I've dumped on Carol Lay a lot. Not because I know she can do better, but because so Salon comics has This Modern World and Tom the Dancing Bug, which I think are great, and the K Chronicles, which I enjoy. Having a day when I didn't go to Salon comics would just be too disruptive to my patterns, as I've mentioned on their site. So, I was dumping on her largely to get rid of her. But, as with Dahlia Lithwick, I'm sort of coming around.
Obviously, you're going to have to read the comic. It's this dude walking the barren Earth amidst an aeolian barrage of little flakes of mud or ash, wisdom of using 'barren' and 'barrage' in the same sentence aside for the moment.
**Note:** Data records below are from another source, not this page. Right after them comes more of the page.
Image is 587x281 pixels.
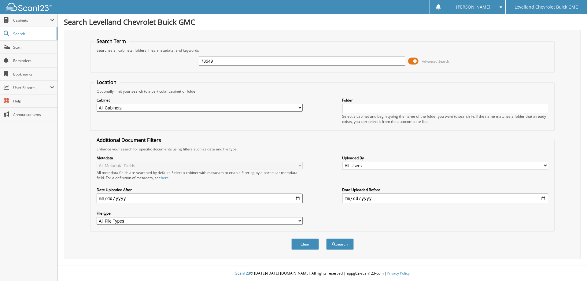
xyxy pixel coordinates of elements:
label: Uploaded By [342,155,548,161]
div: Optionally limit your search to a particular cabinet or folder [94,89,552,94]
legend: Search Term [94,38,129,45]
div: Searches all cabinets, folders, files, metadata, and keywords [94,48,552,53]
span: Advanced Search [422,59,449,64]
span: [PERSON_NAME] [456,5,491,9]
div: © [DATE]-[DATE] [DOMAIN_NAME]. All rights reserved | appg02-scan123-com | [58,266,587,281]
span: Search [13,31,54,36]
div: Enhance your search for specific documents using filters such as date and file type. [94,147,552,152]
span: Levelland Chevrolet Buick GMC [515,5,578,9]
label: Date Uploaded After [97,187,303,192]
label: Cabinet [97,98,303,103]
legend: Location [94,79,120,86]
span: Scan [13,45,54,50]
legend: Additional Document Filters [94,137,164,143]
img: scan123-logo-white.svg [6,3,52,11]
a: here [161,175,169,180]
button: Clear [291,239,319,250]
label: Date Uploaded Before [342,187,548,192]
button: Search [326,239,354,250]
label: Folder [342,98,548,103]
label: File type [97,211,303,216]
span: Reminders [13,58,54,63]
label: Metadata [97,155,303,161]
span: User Reports [13,85,50,90]
span: Announcements [13,112,54,117]
h1: Search Levelland Chevrolet Buick GMC [64,17,581,27]
span: Cabinets [13,18,50,23]
span: Help [13,98,54,104]
a: Privacy Policy [387,271,410,276]
input: start [97,194,303,203]
div: All metadata fields are searched by default. Select a cabinet with metadata to enable filtering b... [97,170,303,180]
input: end [342,194,548,203]
div: Select a cabinet and begin typing the name of the folder you want to search in. If the name match... [342,114,548,124]
span: Scan123 [236,271,250,276]
span: Bookmarks [13,72,54,77]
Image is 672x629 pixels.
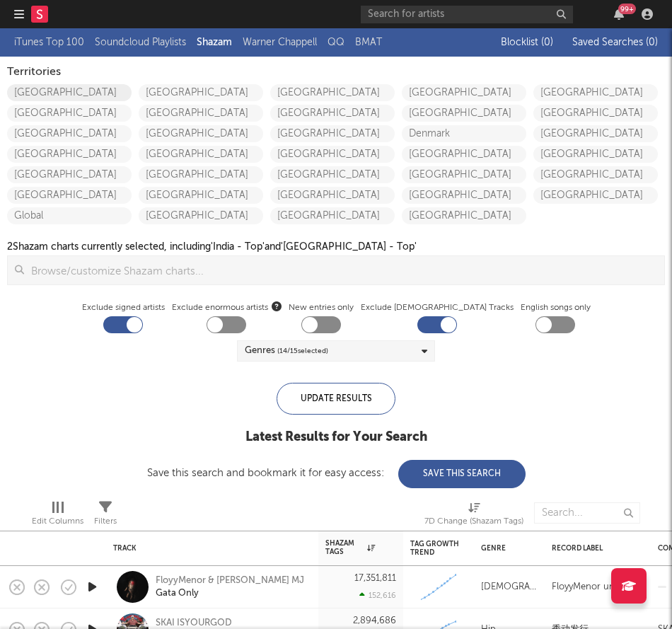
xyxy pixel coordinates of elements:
[401,105,527,121] a: [GEOGRAPHIC_DATA]
[533,105,658,121] a: [GEOGRAPHIC_DATA]
[7,125,132,142] a: [GEOGRAPHIC_DATA]
[271,299,282,313] button: Exclude enormous artists
[156,575,304,600] a: FloyyMenor & [PERSON_NAME] MJGata Only
[271,105,395,121] a: [GEOGRAPHIC_DATA]
[139,84,263,101] a: [GEOGRAPHIC_DATA]
[139,186,263,204] a: [GEOGRAPHIC_DATA]
[552,544,637,553] div: Record Label
[481,579,538,596] div: [DEMOGRAPHIC_DATA]
[139,125,263,142] a: [GEOGRAPHIC_DATA]
[359,591,397,600] div: 152,616
[401,186,527,204] a: [GEOGRAPHIC_DATA]
[401,84,527,101] a: [GEOGRAPHIC_DATA]
[113,544,304,553] div: Track
[401,166,527,184] a: [GEOGRAPHIC_DATA]
[7,166,132,184] a: [GEOGRAPHIC_DATA]
[245,342,328,359] div: Genres
[7,207,132,225] a: Global
[271,207,395,225] a: [GEOGRAPHIC_DATA]
[533,84,658,101] a: [GEOGRAPHIC_DATA]
[353,617,397,625] div: 2,894,686
[552,579,644,596] div: FloyyMenor under exclusive license to UnitedMasters LLC
[7,238,417,255] div: 2 Shazam charts currently selected, including 'India - Top' and '[GEOGRAPHIC_DATA] - Top'
[172,299,282,316] span: Exclude enormous artists
[533,125,658,142] a: [GEOGRAPHIC_DATA]
[276,382,396,415] div: Update Results
[328,34,344,51] a: QQ
[82,299,164,316] label: Exclude signed artists
[501,37,553,48] span: Blocklist
[481,544,531,553] div: Genre
[7,64,665,80] div: Territories
[24,256,664,285] input: Browse/customize Shazam charts...
[568,36,658,48] button: Saved Searches (0)
[95,34,186,51] a: Soundcloud Playlists
[277,342,328,359] span: ( 14 / 15 selected)
[271,166,395,184] a: [GEOGRAPHIC_DATA]
[361,6,574,23] input: Search for artists
[147,467,526,478] div: Save this search and bookmark it for easy access:
[401,207,527,225] a: [GEOGRAPHIC_DATA]
[7,186,132,204] a: [GEOGRAPHIC_DATA]
[156,587,304,600] div: Gata Only
[7,145,132,163] a: [GEOGRAPHIC_DATA]
[399,460,526,488] button: Save This Search
[94,513,117,530] div: Filters
[326,539,375,556] div: Shazam Tags
[534,503,640,524] input: Search...
[401,145,527,163] a: [GEOGRAPHIC_DATA]
[32,495,83,536] div: Edit Columns
[271,84,395,101] a: [GEOGRAPHIC_DATA]
[646,37,658,48] span: ( 0 )
[139,166,263,184] a: [GEOGRAPHIC_DATA]
[356,34,382,51] a: BMAT
[271,186,395,204] a: [GEOGRAPHIC_DATA]
[533,145,658,163] a: [GEOGRAPHIC_DATA]
[156,575,304,587] div: FloyyMenor & [PERSON_NAME] MJ
[401,125,527,142] a: Denmark
[533,186,658,204] a: [GEOGRAPHIC_DATA]
[14,34,84,51] a: iTunes Top 100
[573,37,658,48] span: Saved Searches
[521,299,591,316] label: English songs only
[139,207,263,225] a: [GEOGRAPHIC_DATA]
[424,513,524,530] div: 7D Change (Shazam Tags)
[243,34,317,51] a: Warner Chappell
[7,84,132,101] a: [GEOGRAPHIC_DATA]
[355,574,397,583] div: 17,351,811
[139,105,263,121] a: [GEOGRAPHIC_DATA]
[361,299,513,316] label: Exclude [DEMOGRAPHIC_DATA] Tracks
[139,145,263,163] a: [GEOGRAPHIC_DATA]
[410,540,460,557] div: Tag Growth Trend
[533,166,658,184] a: [GEOGRAPHIC_DATA]
[615,9,624,20] button: 99+
[271,145,395,163] a: [GEOGRAPHIC_DATA]
[271,125,395,142] a: [GEOGRAPHIC_DATA]
[289,299,354,316] label: New entries only
[618,4,636,14] div: 99 +
[147,429,526,445] div: Latest Results for Your Search
[94,495,117,536] div: Filters
[32,513,83,530] div: Edit Columns
[424,495,524,536] div: 7D Change (Shazam Tags)
[7,105,132,121] a: [GEOGRAPHIC_DATA]
[541,37,553,48] span: ( 0 )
He passes a fire with the bones of a human child, and feels smugly superior, then enters the seed store for the future and chows down. Pretty clever.Is this new? Because in the past when I've liked Carol Lay's work, I've found that it's been from the archives. This seems new, though.
Take it as given that we'll have a climate-driven civilization-ending cataclysm. For no good reason, I think of it as losing 999 in every thousand people.
Whatever we want to preserve of civilization will have to leapfrog the time of fast climate changes to a time of slow climate changes, which will allow us to do things like plant crops, predict the movement of animals and define sea lanes. So, we'll do something like this seed store.
And Carol Lay brings up a point which bothers me sometimes. How do we design a store that a nascent hunter gatherer civilization can access, but only when they're developed enough to learn from it and not destroy it? And I think she dramatizes it well; this is great work.
Not to sound Nietzschean, but I love that it's the man's sentimentality that assaults the future. It seems more moral to consume poorly secured seed stores than children. But, he's damaging the future of the entire species with his archaic mortality. I find that poignant.
1 comment:
Glad you are coming around. Would be unhappy to see her go. When she is good she is really really good. So I can ignore the horrid.